How Do We Know the Bible Was Not Changed?

This question often comes up in conversations about Scripture. People ask, sometimes with good intentions and sometimes with suspicion, whether the Bible has been changed over time. The short answer is no—but let us look at it from a common-sense angle.

First, if someone claims that the Bible has been changed, then the burden of proof is on that person. It is easy to make accusations. It is much harder to provide evidence. And to this day, no one has produced solid, verifiable proof showing who changed the Bible, when it was changed, or how it was changed in a way that altered its core message.

Second, we must consider something very important that is often overlooked.

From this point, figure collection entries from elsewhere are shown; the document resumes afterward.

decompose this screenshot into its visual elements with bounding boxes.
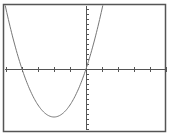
plot-frame	[4, 5, 166, 132]
graph-window	[0, 0, 169, 134]
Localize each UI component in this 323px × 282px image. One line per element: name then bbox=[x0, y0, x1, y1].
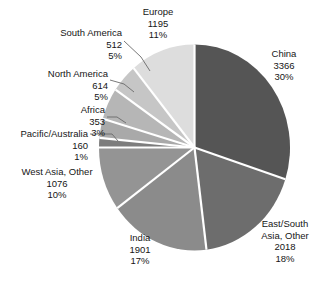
slice-label-west-asia-other-percent: 10% bbox=[8, 189, 106, 201]
slice-label-south-america-percent: 5% bbox=[38, 50, 122, 62]
slice-label-china-value: 3366 bbox=[258, 60, 310, 72]
slice-label-east-south-asia-other-name-line2: Asia, Other bbox=[249, 230, 321, 242]
slice-label-pacific-australia-percent: 1% bbox=[2, 151, 88, 163]
slice-label-china: China 3366 30% bbox=[258, 48, 310, 83]
slice-label-north-america-name: North America bbox=[18, 68, 108, 80]
slice-label-pacific-australia-value: 160 bbox=[2, 140, 88, 152]
slice-label-india-value: 1901 bbox=[114, 244, 166, 256]
slice-label-pacific-australia-name: Pacific/Australia bbox=[2, 128, 88, 140]
slice-label-pacific-australia: Pacific/Australia 160 1% bbox=[2, 128, 88, 163]
slice-label-europe-value: 1195 bbox=[131, 18, 185, 30]
slice-label-europe-name: Europe bbox=[131, 6, 185, 18]
slice-label-india-name: India bbox=[114, 232, 166, 244]
pie-chart-figure: Europe 1195 11% South America 512 5% Nor… bbox=[0, 0, 323, 282]
slice-label-east-south-asia-other: East/South Asia, Other 2018 18% bbox=[249, 218, 321, 264]
slice-label-east-south-asia-other-value: 2018 bbox=[249, 241, 321, 253]
slice-label-europe-percent: 11% bbox=[131, 29, 185, 41]
slice-label-south-america-name: South America bbox=[38, 27, 122, 39]
slice-label-china-percent: 30% bbox=[258, 71, 310, 83]
slice-label-south-america: South America 512 5% bbox=[38, 27, 122, 62]
slice-label-west-asia-other: West Asia, Other 1076 10% bbox=[8, 166, 106, 201]
slice-label-china-name: China bbox=[258, 48, 310, 60]
slice-label-africa-name: Africa bbox=[27, 104, 105, 116]
slice-label-north-america-value: 614 bbox=[18, 80, 108, 92]
slice-label-india-percent: 17% bbox=[114, 255, 166, 267]
slice-label-south-america-value: 512 bbox=[38, 39, 122, 51]
slice-label-india: India 1901 17% bbox=[114, 232, 166, 267]
slice-label-west-asia-other-name: West Asia, Other bbox=[8, 166, 106, 178]
slice-label-africa-value: 353 bbox=[27, 116, 105, 128]
slice-label-north-america-percent: 5% bbox=[18, 91, 108, 103]
slice-label-europe: Europe 1195 11% bbox=[131, 6, 185, 41]
slice-label-west-asia-other-value: 1076 bbox=[8, 178, 106, 190]
slice-label-north-america: North America 614 5% bbox=[18, 68, 108, 103]
slice-label-east-south-asia-other-percent: 18% bbox=[249, 253, 321, 265]
slice-label-east-south-asia-other-name-line1: East/South bbox=[249, 218, 321, 230]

If someone had actually changed the Bible, especially over centuries of copying and translation, would they not have fixed the parts that appear difficult, confusing, or inconsistent? If someone had the power to edit or rewrite Scripture, would they not clean up every detail to make it perfect in the eyes of modern readers?

Take for example the so-called contradictions in numbers, genealogies, or accounts in the Gospels. These have been discussed in the post “Are There Any Contradictions in the Bible?” If the Bible had truly been edited or corrupted over time, surely those doing the changing would have smoothed out the variations. But that did not happen. Why? Because no one changed it.

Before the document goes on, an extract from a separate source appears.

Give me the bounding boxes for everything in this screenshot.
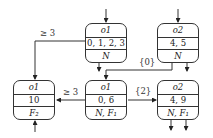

This point builds on what was also covered in “Is the Bible Corrupted Over Time?” The evidence consistently shows preservation, not distortion.

What we see instead is a consistent message preserved through generations, even with minor textual variations that actually prove nothing was hidden. These are signs of honesty, not corruption.

The same argument applies to the supposed hard teachings or uncomfortable moments in Scripture. They remain untouched because the goal was not to manipulate but to preserve.

So how do we know the Bible was not changed? Because no one has shown otherwise, and because the things critics point to as flaws are the very things that would have been removed—if it really had been altered.